How does Cloudflare compress content?
Cloudflare compresses content in two ways: between Cloudflare and your website visitors and between Cloudflare and your origin server.
Compression between Cloudflare and website visitors
In addition to Cloudflare’s default caching behavior and auto minification (deprecated) of CSS, JavaScript, and HTML content, Cloudflare supports Gzip and Brotli compression when delivering content to website visitors.
If supported by visitors’ web browsers, Cloudflare will return Gzip or Brotli-encoded responses for the following content types:
text/htmltext/richtexttext/plaintext/csstext/x-scripttext/x-componenttext/x-java-sourcetext/x-markdownapplication/javascriptapplication/x-javascripttext/javascripttext/jsimage/x-iconimage/vnd.microsoft.iconapplication/x-perlapplication/x-httpd-cgitext/xmlapplication/xmlapplication/rss+xmlapplication/vnd.api+jsonapplication/x-protobufapplication/jsonmultipart/bagmultipart/mixedapplication/xhtml+xmlfont/ttffont/otffont/x-woffimage/svg+xmlapplication/vnd.ms-fontobjectapplication/ttfapplication/x-ttfapplication/otfapplication/x-otfapplication/truetypeapplication/opentypeapplication/x-opentypeapplication/font-woffapplication/eotapplication/fontapplication/font-sfntapplication/wasmapplication/javascript-binastapplication/manifest+jsonapplication/ld+jsonapplication/graphql+jsonapplication/geo+json
Cloudflare’s global network can deliver content to website visitors using Gzip compression, Brotli compression, or no compression, according to the values visitors provide in the Accept-Encoding
request header.
For responses with error status codes, Cloudflare will only compress responses if their error status code is 403
or 404
. For successful response status codes, Cloudflare will only compress responses if their status code is 200
. Responses with other status codes will not be compressed.
Enterprise customers can override Cloudflare’s default compression behavior using Compression Rules.
Content compression from origin servers to the Cloudflare network
When requesting content from your origin server, Cloudflare supports Gzip compression, Brotli compression, or no compression.
If your origin server responds to a Cloudflare request using Gzip/Brotli compression, we will keep the same compression in the response sent to the website visitor if:
- You include a
Content-Encoding
header in your server response mentioning the compression being used (gzip
orbr
). - The visitor browser (or client) supports the compression algorithm.
- You do not enable Cloudflare features that change the response content (refer to Notes about end-to-end compression for details).
Cloudflare’s reverse proxy can also convert between compressed formats and uncompressed formats. Cloudflare can receive content from your origin server with Gzip or Brotli compression and serve it to visitors uncompressed (or vice versa), independently of caching.
If you do not want a particular response from your origin to be encoded with Gzip/Brotli when delivered to website visitors, you can disable this by including a cache-control: no-transform
HTTP header in the response from your origin web server.
Notes about end-to-end compression
Even when using the same compression algorithm end to end (between your origin server and Cloudflare, and between the Cloudflare global network and your website visitor), Cloudflare will need to decompress the response and compress it again if you enable any of the following options for the request:
- Email Address Obfuscation
- Rocket Loader
- Mirage
- HTML Minification (deprecated)
- Automatic HTTPS Rewrites
- Polish
To disable these features for specific URI paths, create a Configuration Rule.
Additionally, Cloudflare Fonts also requires Cloudflare to decompress the response and compress it again, and cannot be disabled through Rules at this time.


» ABOUT THIS EXERCISE: Without any images, write the listing below out word for word.

» INFORMATION SUPPLIED:

+ + + +

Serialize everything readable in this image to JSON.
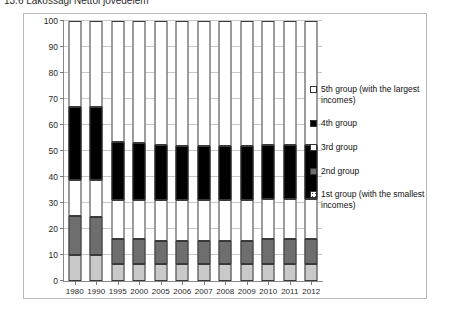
{
  "caption": {
    "text": "13.6   Lakossagi  Nettoi jovedelem"
  },
  "chart_data": {
    "type": "bar",
    "stacked": true,
    "title": "",
    "xlabel": "",
    "ylabel": "",
    "ylim": [
      0,
      100
    ],
    "grid": true,
    "legend_position": "right",
    "categories": [
      "1980",
      "1990",
      "1995",
      "2000",
      "2005",
      "2006",
      "2007",
      "2008",
      "2009",
      "2010",
      "2011",
      "2012"
    ],
    "y_ticks": [
      "0",
      "10",
      "20",
      "30",
      "40",
      "50",
      "60",
      "70",
      "80",
      "90",
      "100"
    ],
    "series": [
      {
        "name": "1st group (with the smallest incomes)",
        "key": "g1",
        "color": "#c9c9c9",
        "values": [
          10,
          10,
          6.5,
          6.5,
          6.5,
          6.5,
          6.5,
          6.5,
          6.5,
          6.5,
          6.5,
          6.5
        ]
      },
      {
        "name": "2nd group",
        "key": "g2",
        "color": "#6e6e6e",
        "values": [
          15,
          14.5,
          9.5,
          9.5,
          9.0,
          9.0,
          9.0,
          9.0,
          9.0,
          9.5,
          9.5,
          9.5
        ]
      },
      {
        "name": "3rd group",
        "key": "g3",
        "color": "#ffffff",
        "values": [
          14,
          14.5,
          15.0,
          15.0,
          15.5,
          15.5,
          15.5,
          15.5,
          15.5,
          15.5,
          15.5,
          15.5
        ]
      },
      {
        "name": "4th group",
        "key": "g4",
        "color": "#000000",
        "values": [
          28,
          28,
          22.5,
          22.0,
          21.5,
          21.0,
          21.0,
          21.0,
          21.0,
          21.0,
          21.0,
          21.0
        ]
      },
      {
        "name": "5th group (with the largest incomes)",
        "key": "g5",
        "color": "#ffffff",
        "values": [
          33,
          33,
          46.5,
          47.0,
          47.5,
          48.0,
          48.0,
          48.0,
          48.0,
          47.5,
          47.5,
          47.5
        ]
      }
    ]
  },
  "legend": {
    "items": [
      {
        "key": "g5",
        "label": "5th group (with the largest incomes)"
      },
      {
        "key": "g4",
        "label": "4th group"
      },
      {
        "key": "g3",
        "label": "3rd group"
      },
      {
        "key": "g2",
        "label": "2nd group"
      },
      {
        "key": "g1",
        "label": "1st group (with the smallest incomes)"
      }
    ]
  }
}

+ + + +

» SOLUTION FOR THIS PROBLEM:
Serialize everything readable in this image to JSON.
{
  "caption": {
    "text": "13.6   Lakossagi  Nettoi jovedelem"
  },
  "chart_data": {
    "type": "bar",
    "stacked": true,
    "title": "",
    "xlabel": "",
    "ylabel": "",
    "ylim": [
      0,
      100
    ],
    "grid": true,
    "legend_position": "right",
    "categories": [
      "1980",
      "1990",
      "1995",
      "2000",
      "2005",
      "2006",
      "2007",
      "2008",
      "2009",
      "2010",
      "2011",
      "2012"
    ],
    "y_ticks": [
      "0",
      "10",
      "20",
      "30",
      "40",
      "50",
      "60",
      "70",
      "80",
      "90",
      "100"
    ],
    "series": [
      {
        "name": "1st group (with the smallest incomes)",
        "key": "g1",
        "color": "#c9c9c9",
        "values": [
          10,
          10,
          6.5,
          6.5,
          6.5,
          6.5,
          6.5,
          6.5,
          6.5,
          6.5,
          6.5,
          6.5
        ]
      },
      {
        "name": "2nd group",
        "key": "g2",
        "color": "#6e6e6e",
        "values": [
          15,
          14.5,
          9.5,
          9.5,
          9.0,
          9.0,
          9.0,
          9.0,
          9.0,
          9.5,
          9.5,
          9.5
        ]
      },
      {
        "name": "3rd group",
        "key": "g3",
        "color": "#ffffff",
        "values": [
          14,
          14.5,
          15.0,
          15.0,
          15.5,
          15.5,
          15.5,
          15.5,
          15.5,
          15.5,
          15.5,
          15.5
        ]
      },
      {
        "name": "4th group",
        "key": "g4",
        "color": "#000000",
        "values": [
          28,
          28,
          22.5,
          22.0,
          21.5,
          21.0,
          21.0,
          21.0,
          21.0,
          21.0,
          21.0,
          21.0
        ]
      },
      {
        "name": "5th group (with the largest incomes)",
        "key": "g5",
        "color": "#ffffff",
        "values": [
          33,
          33,
          46.5,
          47.0,
          47.5,
          48.0,
          48.0,
          48.0,
          48.0,
          47.5,
          47.5,
          47.5
        ]
      }
    ]
  },
  "legend": {
    "items": [
      {
        "key": "g5",
        "label": "5th group (with the largest incomes)"
      },
      {
        "key": "g4",
        "label": "4th group"
      },
      {
        "key": "g3",
        "label": "3rd group"
      },
      {
        "key": "g2",
        "label": "2nd group"
      },
      {
        "key": "g1",
        "label": "1st group (with the smallest incomes)"
      }
    ]
  }
}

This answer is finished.